Experimental drug offers hope for advanced skin cancer patients

Clinical trials at SA START Center show promise; drug heads to FDA for approval

SAN ANTONIO – As a surgeon, Dr. David Crouch has seen his share of cancer cases. 

But there's one case that's personal.

"I was sitting at my computer one night and I reached around and there was a bump," Crouch said. 

The bump on his neck was the first of several recurrences of squamous cell carcinoma.  

Surgeries, radiation and chemotherapy followed, but the aggressive form of skin cancer would return.  

"When it recurred, after all the treatment and all the radiation, they said conventional treatments are not going to get it," Crouch, 83, said. "We were making funeral arrangements."

But everything changed when Crouch's doctor at the START Center said there was a drug that might help.

"I said, 'When are we starting?'" Crouch said. 

The experimental drug is called cemiplimab.

"It is a type of immune therapy, which is to say the drug enhances the body's immune system's ability to actually kill the cancer," said Dr. Drew Rasco, clinical investigator at START, the first site to test the drug in patients.

Within a few months, Rasco said they began to see the potential the drug could have on squamous cell cancers.

Images of another patient involved in the clinical trials showed visibly dramatic results. The patient's head was covered in large walnut-sized tumors. After six weeks of cemiplimab treatments given through an IV, the tumors were gone.

"We're not used to seeing drugs work that well that fast," Rasco said. 

The trials have been so successful, the drug now has the attention of the Food and Drug Administration, which could approve it for more widespread use as early as October.

"We feel like we may be on the cusp of a breakthrough," Rasco said. 

The drug has shown generally few side effects, Rasco said.

Crouch has been off the drug for more than a year, and so far shows no signs of the cancer returning.  Rasco said the drug shows promise of being durable.

"That's really what we've been looking for in oncology for a long time -- treatments that can not just shrink cancer, but keep it from coming back," he said. 

Crouch said his doctor has promoted him to "survivor," and he's back at work with no plans to retire. 

He is now hopeful, not only for himself, but potentially for millions of other patients like him.


About the Author

Marilyn Moritz is an award-winning journalist dedicated to digging up information that can make people’s lives a little bit better. As KSAT’S 12 On Your Side Consumer reporter, she focuses on exposing scams and dangerous products and helping people save money.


Task description
Print out each record below, unaltered and complete, without its images.
Recorded information START
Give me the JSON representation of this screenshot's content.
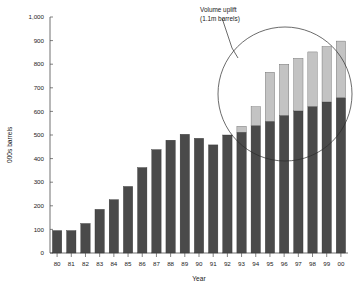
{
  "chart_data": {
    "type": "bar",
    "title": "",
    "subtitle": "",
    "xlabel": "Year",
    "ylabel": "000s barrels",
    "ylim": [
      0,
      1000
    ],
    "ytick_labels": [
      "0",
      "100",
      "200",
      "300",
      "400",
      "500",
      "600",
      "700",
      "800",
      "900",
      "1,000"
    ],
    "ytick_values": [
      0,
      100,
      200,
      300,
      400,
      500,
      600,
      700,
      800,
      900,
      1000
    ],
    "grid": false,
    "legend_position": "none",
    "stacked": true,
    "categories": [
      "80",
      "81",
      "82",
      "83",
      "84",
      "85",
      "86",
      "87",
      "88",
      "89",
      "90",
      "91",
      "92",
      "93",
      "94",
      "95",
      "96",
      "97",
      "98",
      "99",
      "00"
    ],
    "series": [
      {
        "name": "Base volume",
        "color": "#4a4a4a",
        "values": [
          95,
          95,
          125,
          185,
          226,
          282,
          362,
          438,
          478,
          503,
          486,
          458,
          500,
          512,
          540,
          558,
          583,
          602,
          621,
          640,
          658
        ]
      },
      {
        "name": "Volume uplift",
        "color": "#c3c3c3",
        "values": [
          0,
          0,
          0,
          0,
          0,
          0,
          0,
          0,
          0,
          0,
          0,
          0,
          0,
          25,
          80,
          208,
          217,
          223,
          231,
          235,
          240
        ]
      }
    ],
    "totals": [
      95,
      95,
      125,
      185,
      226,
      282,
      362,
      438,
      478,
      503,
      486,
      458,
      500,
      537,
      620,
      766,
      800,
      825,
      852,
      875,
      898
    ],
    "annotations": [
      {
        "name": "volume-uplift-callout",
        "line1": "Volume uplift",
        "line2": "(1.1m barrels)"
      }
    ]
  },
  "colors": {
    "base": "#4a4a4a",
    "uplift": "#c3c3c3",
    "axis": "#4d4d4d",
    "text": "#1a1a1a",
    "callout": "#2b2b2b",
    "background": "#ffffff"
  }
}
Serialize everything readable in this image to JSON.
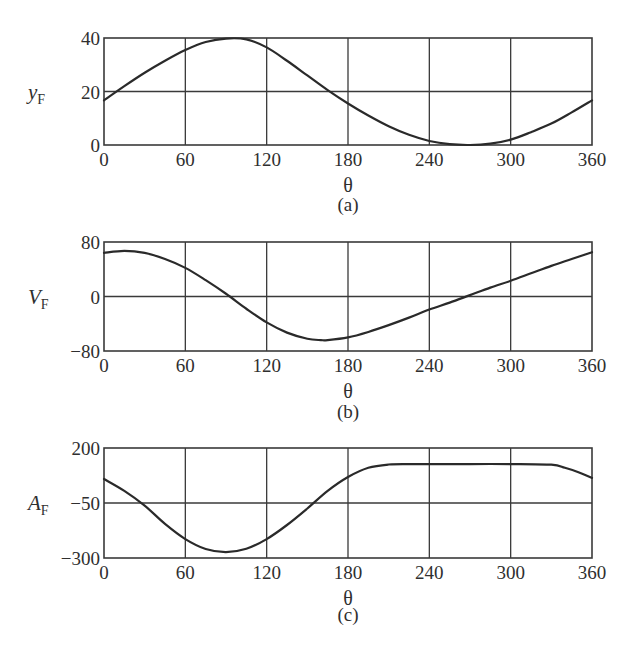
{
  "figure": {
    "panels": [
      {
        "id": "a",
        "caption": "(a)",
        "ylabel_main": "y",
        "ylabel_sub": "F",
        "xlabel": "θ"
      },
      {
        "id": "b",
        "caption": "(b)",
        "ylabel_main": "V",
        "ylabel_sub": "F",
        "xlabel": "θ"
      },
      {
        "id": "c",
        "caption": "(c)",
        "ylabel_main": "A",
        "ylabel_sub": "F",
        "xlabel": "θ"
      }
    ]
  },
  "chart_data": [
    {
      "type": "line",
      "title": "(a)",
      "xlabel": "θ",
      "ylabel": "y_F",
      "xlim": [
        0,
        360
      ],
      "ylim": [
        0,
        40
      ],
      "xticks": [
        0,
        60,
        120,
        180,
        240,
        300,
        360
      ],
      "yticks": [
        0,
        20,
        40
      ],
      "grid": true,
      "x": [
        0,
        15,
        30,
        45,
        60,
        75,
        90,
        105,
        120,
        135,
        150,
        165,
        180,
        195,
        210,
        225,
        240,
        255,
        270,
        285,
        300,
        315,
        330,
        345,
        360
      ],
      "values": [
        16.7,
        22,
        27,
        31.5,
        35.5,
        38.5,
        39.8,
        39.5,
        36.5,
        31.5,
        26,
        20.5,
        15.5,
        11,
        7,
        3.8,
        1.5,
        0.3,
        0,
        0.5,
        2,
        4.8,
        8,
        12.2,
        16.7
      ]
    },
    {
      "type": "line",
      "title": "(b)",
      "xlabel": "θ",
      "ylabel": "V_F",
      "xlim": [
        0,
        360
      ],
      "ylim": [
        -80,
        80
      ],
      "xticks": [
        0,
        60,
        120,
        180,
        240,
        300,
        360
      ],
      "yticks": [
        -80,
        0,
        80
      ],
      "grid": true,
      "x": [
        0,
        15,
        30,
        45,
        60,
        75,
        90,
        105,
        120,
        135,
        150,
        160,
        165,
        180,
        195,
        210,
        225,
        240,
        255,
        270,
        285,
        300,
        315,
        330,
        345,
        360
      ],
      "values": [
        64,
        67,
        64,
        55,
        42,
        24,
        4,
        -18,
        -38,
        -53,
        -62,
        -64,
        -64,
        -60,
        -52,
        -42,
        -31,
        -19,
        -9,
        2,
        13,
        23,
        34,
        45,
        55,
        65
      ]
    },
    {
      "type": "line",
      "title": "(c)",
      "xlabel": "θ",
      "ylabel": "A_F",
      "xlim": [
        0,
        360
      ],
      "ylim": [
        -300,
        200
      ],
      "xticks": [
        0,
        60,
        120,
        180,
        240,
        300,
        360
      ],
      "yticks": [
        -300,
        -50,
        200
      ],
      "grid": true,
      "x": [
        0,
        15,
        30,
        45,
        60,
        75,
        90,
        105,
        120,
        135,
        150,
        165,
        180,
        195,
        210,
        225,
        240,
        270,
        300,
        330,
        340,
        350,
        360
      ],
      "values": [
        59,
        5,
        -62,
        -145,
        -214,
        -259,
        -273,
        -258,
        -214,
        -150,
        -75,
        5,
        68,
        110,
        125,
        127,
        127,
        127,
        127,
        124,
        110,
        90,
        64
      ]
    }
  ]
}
Recorded information END
Response area
Give me the JSON representation of this screenshot's content.
{
  "chart_data": {
    "type": "bar",
    "title": "",
    "subtitle": "",
    "xlabel": "Year",
    "ylabel": "000s barrels",
    "ylim": [
      0,
      1000
    ],
    "ytick_labels": [
      "0",
      "100",
      "200",
      "300",
      "400",
      "500",
      "600",
      "700",
      "800",
      "900",
      "1,000"
    ],
    "ytick_values": [
      0,
      100,
      200,
      300,
      400,
      500,
      600,
      700,
      800,
      900,
      1000
    ],
    "grid": false,
    "legend_position": "none",
    "stacked": true,
    "categories": [
      "80",
      "81",
      "82",
      "83",
      "84",
      "85",
      "86",
      "87",
      "88",
      "89",
      "90",
      "91",
      "92",
      "93",
      "94",
      "95",
      "96",
      "97",
      "98",
      "99",
      "00"
    ],
    "series": [
      {
        "name": "Base volume",
        "color": "#4a4a4a",
        "values": [
          95,
          95,
          125,
          185,
          226,
          282,
          362,
          438,
          478,
          503,
          486,
          458,
          500,
          512,
          540,
          558,
          583,
          602,
          621,
          640,
          658
        ]
      },
      {
        "name": "Volume uplift",
        "color": "#c3c3c3",
        "values": [
          0,
          0,
          0,
          0,
          0,
          0,
          0,
          0,
          0,
          0,
          0,
          0,
          0,
          25,
          80,
          208,
          217,
          223,
          231,
          235,
          240
        ]
      }
    ],
    "totals": [
      95,
      95,
      125,
      185,
      226,
      282,
      362,
      438,
      478,
      503,
      486,
      458,
      500,
      537,
      620,
      766,
      800,
      825,
      852,
      875,
      898
    ],
    "annotations": [
      {
        "name": "volume-uplift-callout",
        "line1": "Volume uplift",
        "line2": "(1.1m barrels)"
      }
    ]
  },
  "colors": {
    "base": "#4a4a4a",
    "uplift": "#c3c3c3",
    "axis": "#4d4d4d",
    "text": "#1a1a1a",
    "callout": "#2b2b2b",
    "background": "#ffffff"
  }
}
Serialize everything readable in this image to JSON.
{
  "figure": {
    "panels": [
      {
        "id": "a",
        "caption": "(a)",
        "ylabel_main": "y",
        "ylabel_sub": "F",
        "xlabel": "θ"
      },
      {
        "id": "b",
        "caption": "(b)",
        "ylabel_main": "V",
        "ylabel_sub": "F",
        "xlabel": "θ"
      },
      {
        "id": "c",
        "caption": "(c)",
        "ylabel_main": "A",
        "ylabel_sub": "F",
        "xlabel": "θ"
      }
    ]
  },
  "chart_data": [
    {
      "type": "line",
      "title": "(a)",
      "xlabel": "θ",
      "ylabel": "y_F",
      "xlim": [
        0,
        360
      ],
      "ylim": [
        0,
        40
      ],
      "xticks": [
        0,
        60,
        120,
        180,
        240,
        300,
        360
      ],
      "yticks": [
        0,
        20,
        40
      ],
      "grid": true,
      "x": [
        0,
        15,
        30,
        45,
        60,
        75,
        90,
        105,
        120,
        135,
        150,
        165,
        180,
        195,
        210,
        225,
        240,
        255,
        270,
        285,
        300,
        315,
        330,
        345,
        360
      ],
      "values": [
        16.7,
        22,
        27,
        31.5,
        35.5,
        38.5,
        39.8,
        39.5,
        36.5,
        31.5,
        26,
        20.5,
        15.5,
        11,
        7,
        3.8,
        1.5,
        0.3,
        0,
        0.5,
        2,
        4.8,
        8,
        12.2,
        16.7
      ]
    },
    {
      "type": "line",
      "title": "(b)",
      "xlabel": "θ",
      "ylabel": "V_F",
      "xlim": [
        0,
        360
      ],
      "ylim": [
        -80,
        80
      ],
      "xticks": [
        0,
        60,
        120,
        180,
        240,
        300,
        360
      ],
      "yticks": [
        -80,
        0,
        80
      ],
      "grid": true,
      "x": [
        0,
        15,
        30,
        45,
        60,
        75,
        90,
        105,
        120,
        135,
        150,
        160,
        165,
        180,
        195,
        210,
        225,
        240,
        255,
        270,
        285,
        300,
        315,
        330,
        345,
        360
      ],
      "values": [
        64,
        67,
        64,
        55,
        42,
        24,
        4,
        -18,
        -38,
        -53,
        -62,
        -64,
        -64,
        -60,
        -52,
        -42,
        -31,
        -19,
        -9,
        2,
        13,
        23,
        34,
        45,
        55,
        65
      ]
    },
    {
      "type": "line",
      "title": "(c)",
      "xlabel": "θ",
      "ylabel": "A_F",
      "xlim": [
        0,
        360
      ],
      "ylim": [
        -300,
        200
      ],
      "xticks": [
        0,
        60,
        120,
        180,
        240,
        300,
        360
      ],
      "yticks": [
        -300,
        -50,
        200
      ],
      "grid": true,
      "x": [
        0,
        15,
        30,
        45,
        60,
        75,
        90,
        105,
        120,
        135,
        150,
        165,
        180,
        195,
        210,
        225,
        240,
        270,
        300,
        330,
        340,
        350,
        360
      ],
      "values": [
        59,
        5,
        -62,
        -145,
        -214,
        -259,
        -273,
        -258,
        -214,
        -150,
        -75,
        5,
        68,
        110,
        125,
        127,
        127,
        127,
        127,
        124,
        110,
        90,
        64
      ]
    }
  ]
}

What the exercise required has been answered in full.